Cajun English is traditionally non-rhotic and today variably non-rhotic. A comparison of rhoticity rules between Cajun English, New Orleans English, and Southern American English showed that all three dialects follow different rhoticity rules, and the origin of non-rhoticity in Cajun English, whether it originated from French, English, or an independent process, is uncertain.
In French, les objets trouvés, short for le bureau des objets trouvés, means the lost-and-found, the lost property. outré out of the ordinary, unusual. In French, it means outraged (for a person) or exaggerated, extravagant, overdone (for a thing, esp. a praise, an actor's style of acting, etc.); in that second meaning, belongs to "literary ...
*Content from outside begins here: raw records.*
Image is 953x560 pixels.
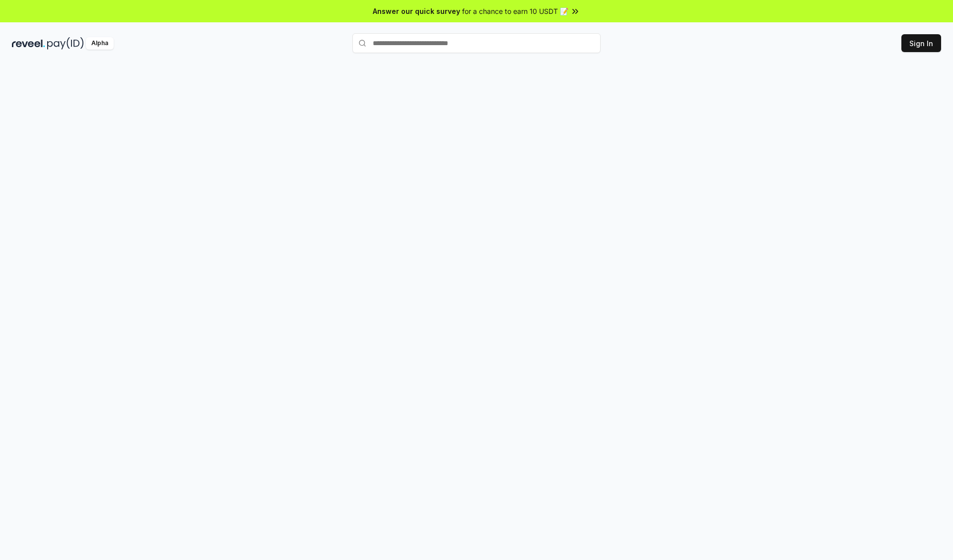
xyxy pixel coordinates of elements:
div: Alpha [86,37,114,50]
span: for a chance to earn 10 USDT 📝 [462,6,569,16]
img: pay_id [47,37,84,50]
span: Answer our quick survey [373,6,460,16]
button: Sign In [901,34,941,52]
img: reveel_dark [12,37,45,50]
French (français ⓘ or langue française [lɑ̃ɡ fʁɑ̃sɛːz] ⓘ) is a Romance language of the Indo-European family. Like all other Romance languages, it descended from the Vulgar Latin of the Roman Empire. French evolved from Gallo-Romance, the Latin spoken in Gaul, and more specifically in Northern
French personal pronouns (analogous to English I, you, he/she, we, they, etc.) reflect the person and number of their referent, and in the case of the third person, its gender as well (much like the English distinction between him and her, except that French lacks an inanimate third person pronoun it or a gender neutral they and thus draws this distinction among all third person nouns ...
Frederic Remington's The Parley, 1903. The word "how" is a pop culture anglicization of the Lakota word háu, a Lakota language greeting by men to men. [1]The term how is often found in stereotypical and outdated depictions of Native Americans, made by non-Natives, in some Hollywood movies and various novels, e.g. those of James Fenimore Cooper or Karl May.